Isaac Asimov's famous Foundation Series was based on the idea of Psychohistory. This allowed mathematicians to predict human behavior using specialized mathematics. With this, the inventor, Hari Seldon, was able to predict and influence the founding of a new galactic empire. The basic principle of psychohistory is that people in large enough groups will react in predictable ways.
The theory is seductive and many pollsters began by reading this series.
One problem is identifying and quantifying all of the possible inputs. Right now there is no way to do this. The best we can do is to try to take a snapshot of opinions and make guesses about that. For example, Romney surged in the polls following each debate, even the second one in which the moderator took on the role of fact-checker. Does that mean that Romney won the debates or that winning and losing didn't matter, just looking presidential was enough? Did Obama close with Romney because of his campaign or because of his initial response to Hurricane Sandy? Did he fade at the last minute because of continuing stories about Sandy? The pollsters cannot tell us.
In the last few days multiple companies have done national polls and hundreds of companies have done state polls. As of election day the race is too close to call. All of the polls are within the margin of error. The race is going to be decided by things like voter turnout. In 2004 a record number of people voted. Democrats showed up in record numbers but were overwhelmed by record numbers of Republicans. In 2008, Democrats showed up in record numbers while Republicans stayed home or switched parties. In 2010, fewer people voted and of those who did, Republicans turned out in record numbers while the Democrats stayed home.
Pollsters try to estimate the likelihood of individuals showing up but it is difficult. Most people don't even want to talk to a pollster. So, they guess what the turnout will be and apply this to their actual sampling to get an idea of what the actual turnout will be. The result is that the polls are close to each other but none are identical. In the swing states, the percentage of undecided voters is high enough to tip the election for either candidate. These are states where neither candidate has 50% and is only ahead by two points or fewer.
Enter the poll aggregators. They reach a conclusion based on combining multiple polls. Real Clear Politics does this.
Then there is Nate Silver. He claims to be able to take unreliable data and coax reliability out of it by weighting the various polls according to secret formulas. He does not explain these except to say that he treats state polls as more accurate than national polls. He uses this to predict the winner. In this case, he says that President Obama has a 92% probability of winning.
So how does he control for such things as undecided voters and voter turnout? He doesn't. It doesn't help his case that he seems to give more weight to older, smaller, pro-Obama polls than to more recent pro-Romney polls.
The financial meltdown happened because of a reliance on models predicting human behavior. They showed that the default rate on sub-prime mortgages was low enough that they could be treated as a AAA investment. The problem was that they assumed a constant default rate. This was influenced by rising house values which allowed most people with financial problems to sell their house rather than default. When the housing market crashed, people could no longer sell their homes and started to default. The people who had written the financial models knew that this was possible but no one wanted to hear about it. There was too much money to be made by ignoring the risks.
Nate Silver's models have the same sort of flaw. They assume that the underlying polls are correct but, as I pointed out above, the race is within their margin of error. This is a much tougher election to predict than 2008 when Silver correctly called 49 out of 50 states.
At this point Obama will win or he will not. Further predictions will not change things. But I would hesitate before investing money in Silver's models.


WORK INSTRUCTION: What is needed here is each entry reproduced exactly, without its pictures.

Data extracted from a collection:
=== Section Start ===

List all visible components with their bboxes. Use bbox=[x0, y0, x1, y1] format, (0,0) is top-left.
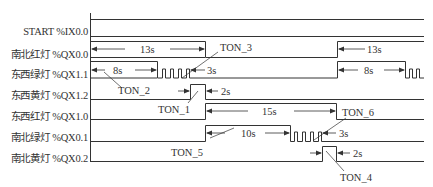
ew-green-duration: 8s bbox=[113, 65, 122, 76]
ton5-label: TON_5 bbox=[171, 147, 203, 158]
ton1-label: TON_1 bbox=[158, 104, 190, 115]
ton2-label: TON_2 bbox=[118, 85, 150, 96]
timing-diagram: 13s 13s 8s 8s 3s 2s 15s 10s 3s 2s TON_3 … bbox=[0, 0, 433, 187]
ew-red-waveform bbox=[90, 104, 424, 120]
ew-yellow-duration: 2s bbox=[221, 86, 230, 97]
ns-green-waveform bbox=[90, 126, 424, 142]
ew-green-repeat-duration: 8s bbox=[364, 65, 373, 76]
ns-yellow-waveform bbox=[90, 147, 424, 162]
ew-red-duration: 15s bbox=[262, 106, 277, 117]
ton3-label: TON_3 bbox=[220, 42, 252, 53]
ns-red-duration: 13s bbox=[140, 44, 155, 55]
ew-green-flash-duration: 3s bbox=[207, 65, 216, 76]
ton1-leader bbox=[188, 91, 198, 103]
ns-red-repeat-duration: 13s bbox=[367, 44, 382, 55]
ton4-label: TON_4 bbox=[340, 172, 373, 183]
ns-green-duration: 10s bbox=[241, 128, 256, 139]
ns-yellow-duration: 2s bbox=[353, 148, 362, 159]
ton6-label: TON_6 bbox=[342, 107, 374, 118]
ns-green-flash-duration: 3s bbox=[339, 128, 348, 139]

=== Section End ===

WRITTEN RESPONSE:
List all visible components with their bboxes. Use bbox=[x0, y0, x1, y1] format, (0,0) is top-left.
ew-green-duration: 8s bbox=[113, 65, 122, 76]
ton5-label: TON_5 bbox=[171, 147, 203, 158]
ton1-label: TON_1 bbox=[158, 104, 190, 115]
ton2-label: TON_2 bbox=[118, 85, 150, 96]
timing-diagram: 13s 13s 8s 8s 3s 2s 15s 10s 3s 2s TON_3 … bbox=[0, 0, 433, 187]
ew-red-waveform bbox=[90, 104, 424, 120]
ew-yellow-duration: 2s bbox=[221, 86, 230, 97]
ns-green-waveform bbox=[90, 126, 424, 142]
ew-green-repeat-duration: 8s bbox=[364, 65, 373, 76]
ns-yellow-waveform bbox=[90, 147, 424, 162]
ew-red-duration: 15s bbox=[262, 106, 277, 117]
ton3-label: TON_3 bbox=[220, 42, 252, 53]
ns-red-duration: 13s bbox=[140, 44, 155, 55]
ew-green-flash-duration: 3s bbox=[207, 65, 216, 76]
ton1-leader bbox=[188, 91, 198, 103]
ns-red-repeat-duration: 13s bbox=[367, 44, 382, 55]
ton4-label: TON_4 bbox=[340, 172, 373, 183]
ns-green-duration: 10s bbox=[241, 128, 256, 139]
ns-yellow-duration: 2s bbox=[353, 148, 362, 159]
ton6-label: TON_6 bbox=[342, 107, 374, 118]
ns-green-flash-duration: 3s bbox=[339, 128, 348, 139]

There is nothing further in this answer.